For six decades, every impressive robot ever filmed — from Boston Dynamics’ Atlas to Tesla’s Optimus to the viral dancing humanoids of the last two years — has performed inside a controlled environment. Same floor, same lighting, same objects in the same places. The home is the opposite: nothing stays where you left it. That’s why, after four decades of promises, the only household robot most people own is a Roomba.
On May 25, a Chinese startup called X Square Robot will try something no one else has. It will place a humanoid robot inside an ordinary family’s apartment as a live-in resident — not a staged demo, but a household member learning housework on the job.
The robot runs on a model X Square calls WALL-B, announced at the same April 21 event and pitched as the first “world unified model” for embodied AI — one network handling vision, language, and action together instead of three modules passing information between each other. WALL-B is the first X Square model explicitly designed to keep learning after deployment, which is what makes the May 25 experiment possible in the first place.
The company is openly calling the robot an “intern.” It will make mistakes.

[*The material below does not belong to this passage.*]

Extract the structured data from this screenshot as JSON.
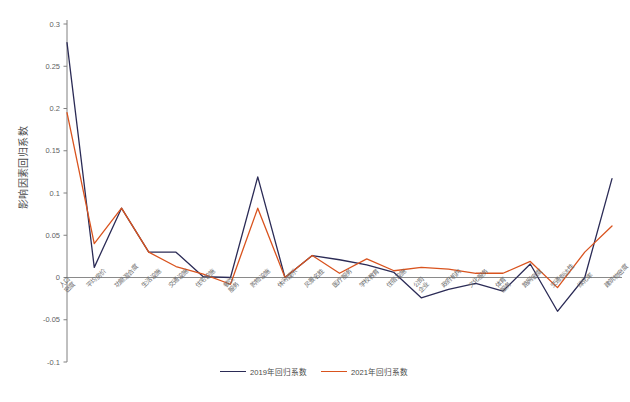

It will freeze mid-task. A human operator will stay on standby to assist remotely when it gets stuck. Users are being asked to host it because it is imperfect. Every error and correction feeds back into the model. The bet is that household robots can’t be perfected in labs — homes have too many edge cases. The only way forward is to ship early and let the robot graduate in public.
The real test will come in month three. If the robot is measurably better on day 90 than on day 1, household robotics has a credible path forward for the first time in its history.